Dating to c. 1903, the Canfield Building is a historic commercial block at 93-97 Main Street in the village of Canaan. Originally built to house the Canfield Lime Company. It features a pressed-metal exterior and cast-iron storefronts.
(more…)Canaan United Methodist Church (1873)
The first Methodist sermon preached in what is now the town of North Canaan was given in 1786 at the Lawrence Tavern (the Isaac Lawrence House on Elm Street). A Methodist church was erected in 1816 and remained in use until the current Canaan United Methodist Church was erected in 1868-1873. It is located at 2 Church Street, at the west end of Main Street where it divides into Church and West Main Streets. The original church building was sold to a farmer. The large stained glass window at the front of the church was installed in 1905. The church merged with the Falls Village Methodist Church in 1966. That church’s first structure, built in 1793, was the first building for Methodist worship erected in the New England states.
Canaan Union Station (1872)
The Housatonic Railroad was established in 1836 as a route between Bridgeport and Great Barrington, Massachusetts. A right-of-way for the railroad passed through what is now the Town of North Canaan, where Canaan village would develop around the new railroad station. That original station was in the Warner-Canfield Hotel building, which stood on the east side of the tracks and fronted on Main Street. In 1872, a new Italianate-style train station was erected on the south side of the tracks. Called Canaan Union Depot, it was built as a collaboration of the Housatonic Railroad and a new east-west line, the Connecticut Western Railroad (later acquired by the Central New England Railroad), which intersected the Housatonic line in the center of the village. Both rail lines would eventually come under the control of the New York New Haven & Hartford Railroad. The depot had a large restaurant on the first floor, an important feature in the era before dining cars. Rail service ended in the early 1970s, and the station became a retail center, which included a railway-themed restaurant. Rail service (for freight and excursions, but not regular passenger service, yet) resumed after a new Housatonic Railroad was chartered in 1983. The southeast half of the building, including the original tower, was destroyed by arson on October 12, 2001. The Connecticut Railroad Historical Association purchased the structure in 2003 and began a rebuilding of the historic station, which was dedicated in 2018.
Canaan Savings Bank (1952)
The Operations Center of the Salisbury Bank and Trust Company is located in a brick Colonial Revival building in the Village of Canaan in the Town of North Canaan. The building was erected in 1952 for the Canaan Savings Bank. It replaced an earlier building on the property, called the Cummings Building, that was destroyed by fire. A circa 1905-1910 postcard of that building shows that it then housed the Canaan Post Office, the F.R. Collin jewelry and watch store, and the Canaan Savings Bank.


- [ASSIGNMENT]
Every record must appear in the answer exactly as it stands.

BEGIN THE DATA

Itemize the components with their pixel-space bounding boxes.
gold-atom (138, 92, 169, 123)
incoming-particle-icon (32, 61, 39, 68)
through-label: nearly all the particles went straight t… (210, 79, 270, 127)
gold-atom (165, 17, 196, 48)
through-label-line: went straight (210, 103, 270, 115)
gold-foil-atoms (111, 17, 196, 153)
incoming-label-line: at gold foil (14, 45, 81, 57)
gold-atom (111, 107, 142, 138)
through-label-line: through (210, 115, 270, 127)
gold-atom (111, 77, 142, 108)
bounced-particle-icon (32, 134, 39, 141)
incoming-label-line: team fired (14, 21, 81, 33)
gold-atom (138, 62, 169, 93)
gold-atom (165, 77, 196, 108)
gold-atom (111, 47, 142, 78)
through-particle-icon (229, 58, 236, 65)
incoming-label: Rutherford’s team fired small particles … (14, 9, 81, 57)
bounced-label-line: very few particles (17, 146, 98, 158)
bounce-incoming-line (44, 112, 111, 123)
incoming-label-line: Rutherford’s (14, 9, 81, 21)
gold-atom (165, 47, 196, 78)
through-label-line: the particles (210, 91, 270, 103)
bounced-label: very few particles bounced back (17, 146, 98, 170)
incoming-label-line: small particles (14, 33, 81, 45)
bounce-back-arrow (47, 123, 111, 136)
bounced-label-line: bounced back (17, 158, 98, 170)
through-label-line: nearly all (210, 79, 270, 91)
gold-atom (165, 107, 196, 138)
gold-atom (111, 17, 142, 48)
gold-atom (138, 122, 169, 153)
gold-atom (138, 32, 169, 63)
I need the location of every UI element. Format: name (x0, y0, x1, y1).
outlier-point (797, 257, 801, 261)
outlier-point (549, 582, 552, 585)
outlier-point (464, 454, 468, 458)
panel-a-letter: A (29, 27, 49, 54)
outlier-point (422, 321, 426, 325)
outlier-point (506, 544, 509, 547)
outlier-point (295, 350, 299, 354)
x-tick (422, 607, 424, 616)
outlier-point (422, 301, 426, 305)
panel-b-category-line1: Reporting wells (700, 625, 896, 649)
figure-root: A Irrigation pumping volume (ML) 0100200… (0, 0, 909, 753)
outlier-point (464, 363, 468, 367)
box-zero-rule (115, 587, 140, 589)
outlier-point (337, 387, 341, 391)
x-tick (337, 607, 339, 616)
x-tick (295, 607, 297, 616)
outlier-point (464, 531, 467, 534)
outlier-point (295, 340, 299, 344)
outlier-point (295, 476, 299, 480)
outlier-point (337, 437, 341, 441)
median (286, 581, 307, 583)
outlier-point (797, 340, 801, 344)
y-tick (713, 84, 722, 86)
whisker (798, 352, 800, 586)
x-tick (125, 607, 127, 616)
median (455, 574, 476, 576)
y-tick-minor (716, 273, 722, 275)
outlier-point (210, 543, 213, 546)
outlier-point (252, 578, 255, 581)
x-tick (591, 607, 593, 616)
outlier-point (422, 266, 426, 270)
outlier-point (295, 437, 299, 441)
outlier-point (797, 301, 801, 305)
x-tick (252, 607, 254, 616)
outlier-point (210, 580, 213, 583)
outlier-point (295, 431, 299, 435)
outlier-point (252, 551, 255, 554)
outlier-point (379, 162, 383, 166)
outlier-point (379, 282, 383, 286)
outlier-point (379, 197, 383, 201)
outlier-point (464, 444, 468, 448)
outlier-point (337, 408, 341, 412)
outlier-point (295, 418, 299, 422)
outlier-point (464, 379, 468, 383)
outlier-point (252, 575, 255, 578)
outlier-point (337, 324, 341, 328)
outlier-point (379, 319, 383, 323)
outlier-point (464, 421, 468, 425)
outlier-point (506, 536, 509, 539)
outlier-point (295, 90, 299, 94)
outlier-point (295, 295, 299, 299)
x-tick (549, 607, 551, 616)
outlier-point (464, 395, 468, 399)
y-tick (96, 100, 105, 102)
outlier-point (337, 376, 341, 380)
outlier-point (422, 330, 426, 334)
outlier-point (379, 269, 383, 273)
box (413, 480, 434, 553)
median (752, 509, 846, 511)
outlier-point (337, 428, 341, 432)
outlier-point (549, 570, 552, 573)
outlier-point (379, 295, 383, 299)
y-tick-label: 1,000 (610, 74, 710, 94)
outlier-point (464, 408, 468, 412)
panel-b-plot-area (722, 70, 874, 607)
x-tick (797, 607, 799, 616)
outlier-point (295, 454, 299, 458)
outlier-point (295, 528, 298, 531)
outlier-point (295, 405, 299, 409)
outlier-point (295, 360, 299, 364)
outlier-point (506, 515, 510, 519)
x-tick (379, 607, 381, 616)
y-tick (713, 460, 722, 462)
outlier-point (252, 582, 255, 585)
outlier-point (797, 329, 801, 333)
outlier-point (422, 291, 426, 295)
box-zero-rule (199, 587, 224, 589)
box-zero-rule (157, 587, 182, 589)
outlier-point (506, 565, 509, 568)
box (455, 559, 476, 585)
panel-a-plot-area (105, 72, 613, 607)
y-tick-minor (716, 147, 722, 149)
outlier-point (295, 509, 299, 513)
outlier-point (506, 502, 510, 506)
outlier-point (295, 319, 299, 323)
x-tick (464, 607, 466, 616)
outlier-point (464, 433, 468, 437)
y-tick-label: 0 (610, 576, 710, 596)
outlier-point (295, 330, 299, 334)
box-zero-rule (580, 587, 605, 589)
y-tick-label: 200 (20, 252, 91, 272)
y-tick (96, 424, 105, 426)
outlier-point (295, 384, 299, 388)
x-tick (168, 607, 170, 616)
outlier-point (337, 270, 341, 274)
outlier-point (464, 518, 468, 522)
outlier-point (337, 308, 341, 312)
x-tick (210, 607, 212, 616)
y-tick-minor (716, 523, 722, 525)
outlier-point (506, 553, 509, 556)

END THE DATA

- [TASK ANSWER]
Itemize the components with their pixel-space bounding boxes.
gold-atom (138, 92, 169, 123)
incoming-particle-icon (32, 61, 39, 68)
through-label: nearly all the particles went straight t… (210, 79, 270, 127)
gold-atom (165, 17, 196, 48)
through-label-line: went straight (210, 103, 270, 115)
gold-foil-atoms (111, 17, 196, 153)
incoming-label-line: at gold foil (14, 45, 81, 57)
gold-atom (111, 107, 142, 138)
through-label-line: through (210, 115, 270, 127)
gold-atom (111, 77, 142, 108)
bounced-particle-icon (32, 134, 39, 141)
incoming-label-line: team fired (14, 21, 81, 33)
gold-atom (138, 62, 169, 93)
gold-atom (165, 77, 196, 108)
gold-atom (111, 47, 142, 78)
through-particle-icon (229, 58, 236, 65)
incoming-label: Rutherford’s team fired small particles … (14, 9, 81, 57)
bounced-label-line: very few particles (17, 146, 98, 158)
bounce-incoming-line (44, 112, 111, 123)
incoming-label-line: Rutherford’s (14, 9, 81, 21)
gold-atom (165, 47, 196, 78)
through-label-line: the particles (210, 91, 270, 103)
bounced-label: very few particles bounced back (17, 146, 98, 170)
incoming-label-line: small particles (14, 33, 81, 45)
bounce-back-arrow (47, 123, 111, 136)
bounced-label-line: bounced back (17, 158, 98, 170)
through-label-line: nearly all (210, 79, 270, 91)
gold-atom (165, 107, 196, 138)
gold-atom (111, 17, 142, 48)
gold-atom (138, 122, 169, 153)
gold-atom (138, 32, 169, 63)
I need the location of every UI element. Format: name (x0, y0, x1, y1).
outlier-point (797, 257, 801, 261)
outlier-point (549, 582, 552, 585)
outlier-point (464, 454, 468, 458)
panel-a-letter: A (29, 27, 49, 54)
outlier-point (422, 321, 426, 325)
outlier-point (506, 544, 509, 547)
outlier-point (295, 350, 299, 354)
x-tick (422, 607, 424, 616)
outlier-point (422, 301, 426, 305)
panel-b-category-line1: Reporting wells (700, 625, 896, 649)
figure-root: A Irrigation pumping volume (ML) 0100200… (0, 0, 909, 753)
outlier-point (464, 363, 468, 367)
box-zero-rule (115, 587, 140, 589)
outlier-point (337, 387, 341, 391)
x-tick (337, 607, 339, 616)
x-tick (295, 607, 297, 616)
outlier-point (464, 531, 467, 534)
outlier-point (295, 340, 299, 344)
outlier-point (295, 476, 299, 480)
outlier-point (337, 437, 341, 441)
median (286, 581, 307, 583)
outlier-point (797, 340, 801, 344)
y-tick (713, 84, 722, 86)
whisker (798, 352, 800, 586)
x-tick (125, 607, 127, 616)
median (455, 574, 476, 576)
y-tick-minor (716, 273, 722, 275)
outlier-point (210, 543, 213, 546)
outlier-point (252, 578, 255, 581)
x-tick (591, 607, 593, 616)
outlier-point (422, 266, 426, 270)
outlier-point (295, 437, 299, 441)
outlier-point (797, 301, 801, 305)
x-tick (252, 607, 254, 616)
outlier-point (210, 580, 213, 583)
outlier-point (295, 431, 299, 435)
outlier-point (252, 551, 255, 554)
outlier-point (379, 162, 383, 166)
outlier-point (379, 282, 383, 286)
outlier-point (379, 197, 383, 201)
outlier-point (464, 444, 468, 448)
outlier-point (337, 408, 341, 412)
outlier-point (295, 418, 299, 422)
outlier-point (464, 379, 468, 383)
outlier-point (252, 575, 255, 578)
outlier-point (337, 324, 341, 328)
outlier-point (379, 319, 383, 323)
outlier-point (464, 421, 468, 425)
outlier-point (506, 536, 509, 539)
outlier-point (295, 90, 299, 94)
outlier-point (295, 295, 299, 299)
x-tick (549, 607, 551, 616)
outlier-point (464, 395, 468, 399)
y-tick (96, 100, 105, 102)
outlier-point (337, 376, 341, 380)
outlier-point (422, 330, 426, 334)
outlier-point (379, 269, 383, 273)
box (413, 480, 434, 553)
median (752, 509, 846, 511)
outlier-point (337, 428, 341, 432)
outlier-point (549, 570, 552, 573)
outlier-point (379, 295, 383, 299)
y-tick-label: 1,000 (610, 74, 710, 94)
outlier-point (464, 408, 468, 412)
panel-b-plot-area (722, 70, 874, 607)
x-tick (797, 607, 799, 616)
outlier-point (295, 454, 299, 458)
outlier-point (295, 528, 298, 531)
outlier-point (295, 405, 299, 409)
outlier-point (295, 360, 299, 364)
outlier-point (506, 515, 510, 519)
x-tick (379, 607, 381, 616)
y-tick (713, 460, 722, 462)
outlier-point (252, 582, 255, 585)
outlier-point (797, 329, 801, 333)
outlier-point (422, 291, 426, 295)
box-zero-rule (199, 587, 224, 589)
box-zero-rule (157, 587, 182, 589)
outlier-point (506, 565, 509, 568)
box (455, 559, 476, 585)
panel-a-plot-area (105, 72, 613, 607)
y-tick-minor (716, 147, 722, 149)
outlier-point (295, 509, 299, 513)
outlier-point (506, 502, 510, 506)
outlier-point (295, 319, 299, 323)
x-tick (464, 607, 466, 616)
outlier-point (464, 433, 468, 437)
y-tick-label: 0 (610, 576, 710, 596)
outlier-point (295, 330, 299, 334)
box-zero-rule (580, 587, 605, 589)
y-tick-label: 200 (20, 252, 91, 272)
y-tick (96, 424, 105, 426)
outlier-point (295, 384, 299, 388)
x-tick (168, 607, 170, 616)
outlier-point (337, 270, 341, 274)
outlier-point (464, 518, 468, 522)
outlier-point (337, 308, 341, 312)
x-tick (210, 607, 212, 616)
y-tick-minor (716, 523, 722, 525)
outlier-point (506, 553, 509, 556)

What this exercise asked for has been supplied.